Threads 131-Convergence 9

A spiderweb of fractures spread out from the central crack. A sickening unlight radiated out from them, and to Ling Qi’s alarm, she felt a disquieting sensation as if she were dispersing herself to hide, but involuntarily. Ling Qi seized control back of her own qi just as her fingertips began to dematerialize and drift away. The effort brought a sharp pain like a hundred needles had been jammed into her fingers at once.

She was back on her feet by then, and the others were clambering up as well, many fixing wide eyes on the sky. Ling Qi couldn’t pull her eyes away from the stone.

There was another sharp crack, and then a sound like soft stone crumbling and a whole section of the stone caved inward as if it were hollow. She saw fragments scatter, and it became clear that the “stone” was actually a shell. The unlight blazed from within.

$^%^(&&^&%^$ept back, and seven rays of light hewed the sky again. The mountain of gold blazed with all the colors of the dawn and set itself in their path, one hundred hands raised in warding.

Unlight pulsed, and the starstone exploded outward. Ling Qi drew upon darkness and lake qi and summoned the rippling starless shroud even as the Mist descended. She hissed in pain as the shroud tried to absorb the fragments only to violently reject them. Yet, the defensive technique held.

The bleeding clouds fled, carried on the winds of a typhoon, and a thousand wounds wept rain upon the land, drowning it in pain. The Inferno howled in rage, and ten thousand devils rent into a hundred thousand pieces dogged its heels, broken bodies and severed limbs hurling themselves after the fleeing clouds in a frenzy. The beat of the drums broke the earth in their fury.

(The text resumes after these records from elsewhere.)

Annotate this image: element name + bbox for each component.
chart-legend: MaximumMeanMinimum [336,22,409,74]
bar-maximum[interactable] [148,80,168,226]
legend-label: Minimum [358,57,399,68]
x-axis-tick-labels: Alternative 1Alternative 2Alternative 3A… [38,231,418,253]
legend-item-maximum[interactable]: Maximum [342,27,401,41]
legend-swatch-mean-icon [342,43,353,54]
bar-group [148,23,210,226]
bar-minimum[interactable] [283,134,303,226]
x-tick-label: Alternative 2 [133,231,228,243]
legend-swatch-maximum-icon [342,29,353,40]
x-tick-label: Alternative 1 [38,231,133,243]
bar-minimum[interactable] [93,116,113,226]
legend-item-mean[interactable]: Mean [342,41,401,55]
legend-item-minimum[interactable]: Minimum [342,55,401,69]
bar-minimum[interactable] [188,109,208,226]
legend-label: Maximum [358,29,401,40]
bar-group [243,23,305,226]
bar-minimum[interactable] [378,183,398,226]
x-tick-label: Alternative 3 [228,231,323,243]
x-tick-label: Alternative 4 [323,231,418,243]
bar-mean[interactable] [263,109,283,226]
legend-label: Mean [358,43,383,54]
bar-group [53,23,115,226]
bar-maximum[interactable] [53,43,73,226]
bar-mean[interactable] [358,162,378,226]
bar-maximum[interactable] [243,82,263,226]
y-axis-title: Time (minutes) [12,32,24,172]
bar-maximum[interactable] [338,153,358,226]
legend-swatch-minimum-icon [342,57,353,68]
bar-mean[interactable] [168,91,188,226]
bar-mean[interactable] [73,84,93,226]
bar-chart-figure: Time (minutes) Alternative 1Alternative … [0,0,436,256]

Ling Qi heard someone shouting something, but the sound of the world was washed out as the dust cleared and revealed a radiant figure standing in the ruin of the stone. Bright as a star, too bright to look at directly without pain spiking in her skull, it was nonetheless small, a bead of starlight no bigger than a small child.

Ling Qi felt her stomach drop as the thing’s attention fell upon her. Sixiang’s qi flared inside of her, and for just a moment, the eye-searing light seemed to dim, and the burning on her skin grew less. She met curious red eyes.

The figure looked superficially like a young boy with dusky skin like her own and long white hair that trailed down to where his feet should have been. At the bottom of his ribs, flesh transformed into prismatic light, and she saw the shadow of a half-formed spine within, but nothing more.

The spirit’s head cocked to the side as it observed her. Curiosity faded, replaced by cold.

Enemy.

An arm rose, and flesh tore apart. Spikes of seven-colored crystal formed a blade.

Ling Qi drew on her depleted reserves and leapt back, even as she struggled to keep herself from scattering, knowing somehow that if she did, she wouldn’t reform. Light, clean and colorless, crashed down.

A mountain crumbled. Gold burned black, and painted caverns were shorn of color. The light of dawn fled, and there was only night. There was a hole in the sky, bright blue replaced by starry black.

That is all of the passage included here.